Communications Daily is tracking the lawsuits below involving appeals of FCC actions.
California’s continuing interest in VoIP regulation is a concern, and the lack of FCC preemption of state VoIP oversight is proving to be a problem, speakers said Wednesday at a vCon conference about AI and telecom issues. Also at the event, Ecommerce Innovation Alliance (EIA) President David Carter said the e-commerce industry, faced with rocketing amounts of “shakedown litigation" about texts sent during quiet hours, is anxiously hoping that the FCC will act soon on the group's 9-month-old petition for a declaratory ruling (see 2503030036). An agency affirmation that prior consumer consent means those texts don’t violate the Telephone Consumer Protection Act (TCPA) “should have been a no-brainer,” Carter said.
House Judiciary Committee ranking member Jamie Raskin, D-Md., said Wednesday that he's demanding that CBS News Ombudsman Kenneth Weinstein investigate whether President Donald Trump improperly influenced and coerced the network’s editing of a 60 Minutes interview that aired in early November.
The House Commerce Committee advanced the American Broadband Deployment Act (HR-2289) Wednesday by a closer-than-expected 26-24 party-line vote, with unified Democratic opposition and a smattering of Republican absences at that point in the markup session. The panel also unanimously advanced the Broadband and Telecommunications Rail Act (HR-6046) and five other bipartisan connectivity bills, as expected (see 2512020063).
The FCC will be expanding its rule deletion efforts in 2026, tackling more items at open meetings and focusing on churning out orders stemming from the many NPRMs it issued in 2025, said Chairman Brendan Carr and bureau and 10th-floor staff at a Practising Law Institute event Wednesday. “I think you’re going to see even more results in getting to orders here in the second year” of his chairmanship, Carr said during a Q&A.
Comments are due Jan. 2, replies Feb. 2, on an FCC NPRM aimed at more intense use of spectrum in the 24, 28, upper 37, 39, 47 and 50 GHz bands, said a notice for Wednesday’s Federal Register. The item was approved by commissioners 3-0 in October (see 2510280024).
FCC Chairman Brendan Carr “acted responsibly in reminding broadcasters of their public interest obligations” when he urged stations to preempt Jimmy Kimmel Live! in September, said the Center for Renewing America in a paper filed in docket 22-459 and posted Tuesday.
AST SpaceMobile's supplemental coverage from space (SCS) partnership with Verizon and AT&T will use the 800 MHz cellular frequencies of those wireless carriers only within the carriers' cellular geographic service areas and adjacent unserved areas, according to Verizon. In a docket 25-201 filing posted Monday, Verizon said the SCS service wouldn't use another carrier's licensed spectrum, as the Competitive Carriers Association has argued (see 2511190020). AST's satellite system will protect in-band and adjacent licensees from harmful interference, and AST operations will be secondary to any nearby wireless operations, Verizon added.
NCTA opposed a waiver request from Brownsville, Texas, asking to operate a city network that uses the citizens broadband radio service band at +60 dBm effective isotropic radiated power, which is higher than the +47 dBm allowed by FCC rules (see 2511250015). The group is concerned that approving the waiver “would increase the risk of interference with other CBRS operations, undermining the carefully calibrated framework that is vital to the band’s success,” said a filing posted Tuesday in docket 17-258.
NTCA representatives discussed with the FCC its members' concerns about changes to the enhanced alternative Connect America cost model (E-ACAM) program, according to a filing Tuesday (docket 10-90) that recapped a meeting with aides to Chairman Brendan Carr. Adjustments should be made in a way “that reasonably reflects the costs associated with serving rural geographies and mitigates potentially substantial volatility in support, so that providers can fulfill the obligations of the program consistent with a reasonable ground-level understanding of the areas to be served at the time of program elections,” NTCA said.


Prompt:
Could you copy every line of the data that contains the word "axis"?
==*==
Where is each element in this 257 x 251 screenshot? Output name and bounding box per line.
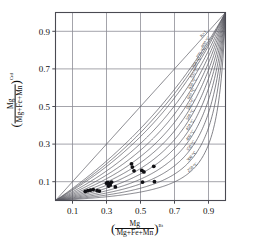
x-axis-fraction: MgMg+Fe+Mn (115, 220, 154, 237)
y-close-paren: ) (9, 80, 22, 84)
y-tick-label: 0.3 (39, 139, 51, 149)
y-axis-denominator: Mg+Fe+Mn (15, 84, 24, 123)
x-axis-numerator: Mg (115, 220, 154, 228)
x-tick-label: 0.1 (67, 206, 78, 216)
chart-figure: K=1800 °C775 °C750 °C700 °C650 °C600 °C5… (0, 0, 257, 251)
data-point (130, 165, 134, 169)
data-point (152, 164, 156, 168)
data-point (132, 169, 136, 173)
data-point (107, 184, 111, 188)
y-tick-label: 0.5 (39, 102, 51, 112)
data-point (141, 180, 145, 184)
y-axis-superscript: Crd (9, 73, 14, 80)
data-point (153, 180, 157, 184)
y-open-paren: ( (9, 123, 22, 127)
x-axis-title: (MgMg+Fe+Mn)Bt (72, 220, 202, 237)
y-axis-title: (MgMg+Fe+Mn)Crd (7, 57, 24, 143)
x-axis-denominator: Mg+Fe+Mn (115, 228, 154, 237)
data-point (142, 170, 146, 174)
data-point (97, 189, 101, 193)
y-axis-fraction: MgMg+Fe+Mn (7, 84, 24, 123)
x-tick-label: 0.5 (135, 206, 147, 216)
y-tick-label: 0.1 (39, 177, 50, 187)
data-point (130, 162, 134, 166)
x-axis-superscript: Bt (159, 223, 163, 228)
y-axis-numerator: Mg (7, 84, 15, 123)
x-tick-label: 0.9 (203, 206, 215, 216)
data-point (91, 188, 95, 192)
x-tick-label: 0.3 (101, 206, 113, 216)
data-point (110, 180, 114, 184)
data-point (113, 185, 117, 189)
y-tick-label: 0.9 (39, 27, 51, 37)
geothermometer-plot: K=1800 °C775 °C750 °C700 °C650 °C600 °C5… (0, 0, 257, 251)
x-tick-label: 0.7 (169, 206, 181, 216)
y-tick-label: 0.7 (39, 64, 51, 74)
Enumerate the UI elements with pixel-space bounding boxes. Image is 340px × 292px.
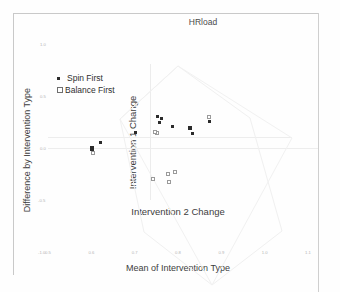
rotated-frame-outline (0, 0, 340, 292)
data-point-balance-first (153, 130, 157, 134)
data-point-spin-first (90, 146, 94, 150)
data-point-balance-first (207, 115, 211, 119)
data-point-balance-first (167, 180, 171, 184)
data-point-balance-first (151, 177, 155, 181)
data-point-spin-first (158, 121, 161, 124)
data-point-spin-first (191, 132, 194, 135)
data-point-spin-first (160, 117, 163, 120)
data-point-spin-first (188, 126, 192, 130)
data-point-spin-first (208, 120, 211, 123)
data-point-spin-first (156, 115, 159, 118)
data-point-balance-first (173, 170, 177, 174)
data-point-spin-first (171, 125, 174, 128)
data-point-spin-first (134, 131, 137, 134)
data-point-spin-first (99, 141, 102, 144)
data-point-balance-first (91, 151, 95, 155)
data-point-balance-first (166, 172, 170, 176)
chart-figure: HRload Mean of Intervention Type Differe… (0, 0, 340, 292)
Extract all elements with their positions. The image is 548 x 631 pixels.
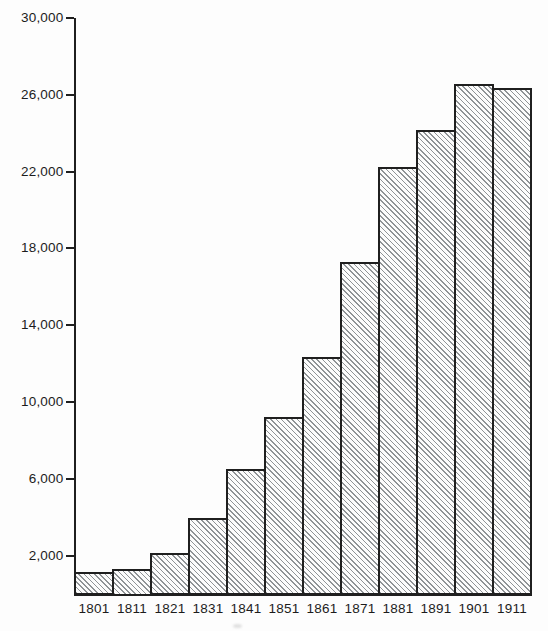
y-tick-label: 14,000: [4, 317, 64, 333]
y-axis-line: [74, 18, 76, 596]
y-tick: [66, 401, 74, 403]
bar-1821: [150, 553, 190, 595]
y-tick-label: 22,000: [4, 164, 64, 180]
bar-1831: [188, 518, 228, 596]
bar-1881: [378, 167, 418, 596]
y-tick: [66, 17, 74, 19]
y-tick-label: 10,000: [4, 394, 64, 410]
y-tick: [66, 247, 74, 249]
bar-1811: [112, 569, 152, 595]
y-tick: [66, 94, 74, 96]
y-tick: [66, 171, 74, 173]
y-tick-label: 30,000: [4, 10, 64, 26]
bar-1871: [340, 262, 380, 596]
y-tick-label: 18,000: [4, 240, 64, 256]
scan-artifact-smudge: [233, 624, 242, 628]
bar-1891: [416, 130, 456, 595]
bar-1841: [226, 469, 266, 596]
y-tick: [66, 324, 74, 326]
y-tick-label: 6,000: [4, 471, 64, 487]
bar-1901: [454, 84, 494, 595]
y-tick: [66, 555, 74, 557]
y-tick-label: 26,000: [4, 87, 64, 103]
bar-1911: [492, 88, 532, 596]
x-axis-label: 1911: [482, 601, 542, 617]
y-tick-label: 2,000: [4, 548, 64, 564]
population-bar-chart: 2,0006,00010,00014,00018,00022,00026,000…: [0, 0, 548, 631]
bar-1851: [264, 417, 304, 596]
bar-1861: [302, 357, 342, 595]
y-tick: [66, 478, 74, 480]
bar-1801: [74, 572, 114, 595]
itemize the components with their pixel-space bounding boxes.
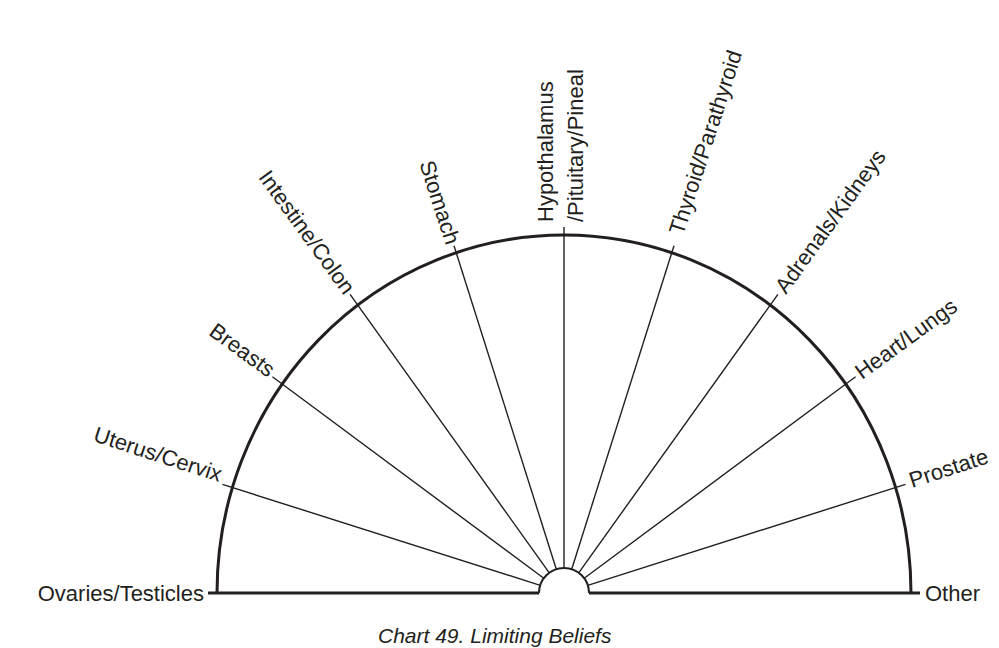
label-ovaries-testicles: Ovaries/Testicles: [38, 581, 204, 606]
label-hypothalamus: Hypothalamus: [533, 81, 558, 222]
label-uterus-cervix: Uterus/Cervix: [91, 422, 225, 487]
label-stomach: Stomach: [414, 157, 465, 247]
spoke-breasts: [272, 377, 543, 579]
spoke-uterus: [223, 484, 541, 585]
label-breasts: Breasts: [205, 318, 280, 382]
label-adrenals-kidneys: Adrenals/Kidneys: [770, 145, 891, 298]
label-other: Other: [925, 581, 980, 606]
spoke-intestine: [350, 294, 549, 572]
label-intestine-colon: Intestine/Colon: [254, 166, 360, 299]
label-thyroid-parathyroid: Thyroid/Parathyroid: [664, 47, 747, 237]
spoke-thyroid: [572, 246, 674, 570]
pendulum-chart: Ovaries/Testicles Other Uterus/Cervix Br…: [0, 0, 999, 648]
center-hub: [539, 568, 589, 593]
label-prostate: Prostate: [906, 444, 992, 493]
chart-caption: Chart 49. Limiting Beliefs: [378, 624, 612, 647]
spoke-prostate: [588, 484, 906, 585]
spoke-heart: [584, 377, 855, 579]
label-heart-lungs: Heart/Lungs: [850, 293, 962, 384]
spoke-adrenals: [579, 294, 778, 572]
spoke-stomach: [454, 246, 556, 570]
label-pituitary-pineal: /Pituitary/Pineal: [563, 69, 588, 222]
spokes: [223, 227, 906, 585]
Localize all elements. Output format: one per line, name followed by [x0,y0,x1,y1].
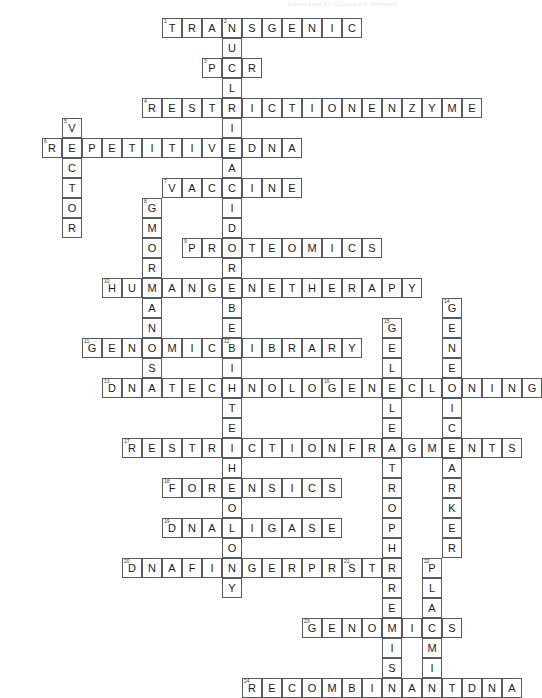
crossword-cell[interactable]: E [142,438,162,458]
crossword-cell[interactable]: 21S [342,558,362,578]
crossword-cell[interactable]: N [382,98,402,118]
crossword-cell[interactable]: N [462,438,482,458]
crossword-cell[interactable]: L [422,378,442,398]
crossword-cell[interactable]: A [382,438,402,458]
crossword-cell[interactable]: 14G [442,298,462,318]
crossword-cell[interactable]: 17R [122,438,142,458]
crossword-cell[interactable]: H [222,378,242,398]
crossword-cell[interactable]: R [142,258,162,278]
crossword-cell[interactable]: P [302,558,322,578]
crossword-cell[interactable]: P [382,518,402,538]
crossword-cell[interactable]: 23G [302,618,322,638]
crossword-cell[interactable]: I [382,638,402,658]
crossword-cell[interactable]: E [222,318,242,338]
crossword-cell[interactable]: D [222,218,242,238]
crossword-cell[interactable]: 4R [142,98,162,118]
crossword-cell[interactable]: E [382,418,402,438]
crossword-cell[interactable]: E [382,378,402,398]
crossword-cell[interactable]: 16G [322,378,342,398]
crossword-cell[interactable]: I [282,438,302,458]
crossword-cell[interactable]: 13D [102,378,122,398]
crossword-cell[interactable]: R [202,438,222,458]
crossword-cell[interactable]: E [442,318,462,338]
crossword-cell[interactable]: E [262,278,282,298]
crossword-cell[interactable]: L [222,78,242,98]
crossword-cell[interactable]: N [382,678,402,698]
crossword-cell[interactable]: V [202,138,222,158]
crossword-cell[interactable]: O [142,338,162,358]
crossword-cell[interactable]: T [282,278,302,298]
crossword-cell[interactable]: T [62,178,82,198]
crossword-cell[interactable]: E [462,98,482,118]
crossword-cell[interactable]: C [202,178,222,198]
crossword-cell[interactable]: R [182,18,202,38]
crossword-cell[interactable]: L [382,358,402,378]
crossword-cell[interactable]: R [382,578,402,598]
crossword-cell[interactable]: E [262,238,282,258]
crossword-cell[interactable]: N [142,558,162,578]
crossword-cell[interactable]: S [382,658,402,678]
crossword-cell[interactable]: C [422,618,442,638]
crossword-cell[interactable]: N [482,678,502,698]
crossword-cell[interactable]: I [222,438,242,458]
crossword-cell[interactable]: 20D [122,558,142,578]
crossword-cell[interactable]: C [342,238,362,258]
crossword-cell[interactable]: O [262,378,282,398]
crossword-cell[interactable]: E [322,618,342,638]
crossword-cell[interactable]: R [342,278,362,298]
crossword-cell[interactable]: A [422,598,442,618]
crossword-cell[interactable]: E [222,138,242,158]
crossword-cell[interactable]: O [442,378,462,398]
crossword-cell[interactable]: T [482,438,502,458]
crossword-cell[interactable]: M [442,98,462,118]
crossword-cell[interactable]: N [342,98,362,118]
crossword-cell[interactable]: S [322,478,342,498]
crossword-cell[interactable]: S [442,618,462,638]
crossword-cell[interactable]: E [322,518,342,538]
crossword-cell[interactable]: T [242,238,262,258]
crossword-cell[interactable]: L [422,578,442,598]
crossword-cell[interactable]: M [162,338,182,358]
crossword-cell[interactable]: N [242,478,262,498]
crossword-cell[interactable]: S [302,518,322,538]
crossword-cell[interactable]: R [362,438,382,458]
crossword-cell[interactable]: O [222,238,242,258]
crossword-cell[interactable]: 5V [62,118,82,138]
crossword-cell[interactable]: T [202,98,222,118]
crossword-cell[interactable]: S [502,438,522,458]
crossword-cell[interactable]: Z [402,98,422,118]
crossword-cell[interactable]: N [122,338,142,358]
crossword-cell[interactable]: M [322,678,342,698]
crossword-cell[interactable]: A [362,278,382,298]
crossword-cell[interactable]: R [382,478,402,498]
crossword-cell[interactable]: E [322,278,342,298]
crossword-cell[interactable]: E [222,418,242,438]
crossword-cell[interactable]: T [282,98,302,118]
crossword-cell[interactable]: N [262,178,282,198]
crossword-cell[interactable]: R [222,258,242,278]
crossword-cell[interactable]: R [202,238,222,258]
crossword-cell[interactable]: 3P [202,58,222,78]
crossword-cell[interactable]: E [222,278,242,298]
crossword-cell[interactable]: E [162,98,182,118]
crossword-cell[interactable]: 6R [42,138,62,158]
crossword-cell[interactable]: 22P [422,558,442,578]
crossword-cell[interactable]: O [302,378,322,398]
crossword-cell[interactable]: E [62,138,82,158]
crossword-cell[interactable]: N [422,678,442,698]
crossword-cell[interactable]: 19D [162,518,182,538]
crossword-cell[interactable]: G [522,378,542,398]
crossword-cell[interactable]: O [322,98,342,118]
crossword-cell[interactable]: I [182,338,202,358]
crossword-cell[interactable]: I [322,238,342,258]
crossword-cell[interactable]: A [282,518,302,538]
crossword-cell[interactable]: B [262,338,282,358]
crossword-cell[interactable]: 18F [162,478,182,498]
crossword-cell[interactable]: C [242,438,262,458]
crossword-cell[interactable]: I [322,18,342,38]
crossword-cell[interactable]: R [282,558,302,578]
crossword-cell[interactable]: Y [222,578,242,598]
crossword-cell[interactable]: R [382,558,402,578]
crossword-cell[interactable]: 9P [182,238,202,258]
crossword-cell[interactable]: Y [342,338,362,358]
==*==
Solved problem:
x-axis-fraction: MgMg+Fe+Mn (115, 220, 154, 237)
y-axis-denominator: Mg+Fe+Mn (15, 84, 24, 123)
x-axis-numerator: Mg (115, 220, 154, 228)
y-axis-superscript: Crd (9, 73, 14, 80)
x-axis-title: (MgMg+Fe+Mn)Bt (72, 220, 202, 237)
y-axis-title: (MgMg+Fe+Mn)Crd (7, 57, 24, 143)
x-axis-denominator: Mg+Fe+Mn (115, 228, 154, 237)
y-axis-fraction: MgMg+Fe+Mn (7, 84, 24, 123)
x-axis-superscript: Bt (159, 223, 163, 228)
y-axis-numerator: Mg (7, 84, 15, 123)
y-axis-line: [74, 18, 76, 596]
x-axis-label: 1911: [482, 601, 542, 617]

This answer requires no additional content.